Fridman Gallery presents Edge of Eden, the first solo exhibition with the gallery by German painter, Alina Grasmann.

The exhibition presents two bodies of works, West of Eden (2017) and Paper Town (2018). Both series investigate notions of paradise, fiction, trickery, and perception. Edge of Eden teeters at the ever-so-fleeting margin between artifice and reality.

West of Eden is a series of large-scale paintings that place elements of other, historical figurative paintings within the industrial architecture of Dia Beacon, a landmark of Minimalist art. Grasmann has strategically placed the figures, such as Melchior d'Hondecoeter’s birds and Vincent Van Gogh's sunflowers, inside the converted factory building, next to sculptures by Dan Flavin and Bruce Nauman. By doing so, the artist has decontextualized the work, creating a sense of whimsy and fantasy amidst the highly classified space of the museum and academic art historical cannon.

Paper Town creates subtle spectacle between place and longing.
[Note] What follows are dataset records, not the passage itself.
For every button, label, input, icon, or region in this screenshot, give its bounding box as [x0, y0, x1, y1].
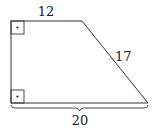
top-side-label: 12 [38, 4, 55, 19]
right-angle-marker-bottom-left [11, 90, 24, 103]
bottom-brace [11, 105, 148, 111]
bottom-side-label: 20 [72, 113, 89, 128]
right-angle-marker-top-left [11, 21, 24, 34]
slant-side-label: 17 [115, 49, 132, 64]
trapezoid-diagram: 12 17 20 [0, 0, 156, 134]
The 40 small-scale oils on paper depict the facades of Agloe, NY, a town that began as a “copyright trap” – a deliberate typo by mapmakers to catch illegal copying. In Grasmann’s paintings, devoid of people and depth, the houses are engulfed in alien flora, underscoring both the town’s fictitious status and appearances of reality through the her perspective.

The vegetation that haunts Paper Town is also glimpsed through the Dia’s iconic glass tiles in West of Eden, creating a sort of horizon line between the two series. The works in the exhibition comprise a geographically definitive, yet eerily out-of-place playground alluding to the edge of something, another reality. By harnessing that conceptual landscape, Grasmann creates her own minimalist visual language - figuration that shuns any sense of narrative. What is left is a representation of fiction, as truth.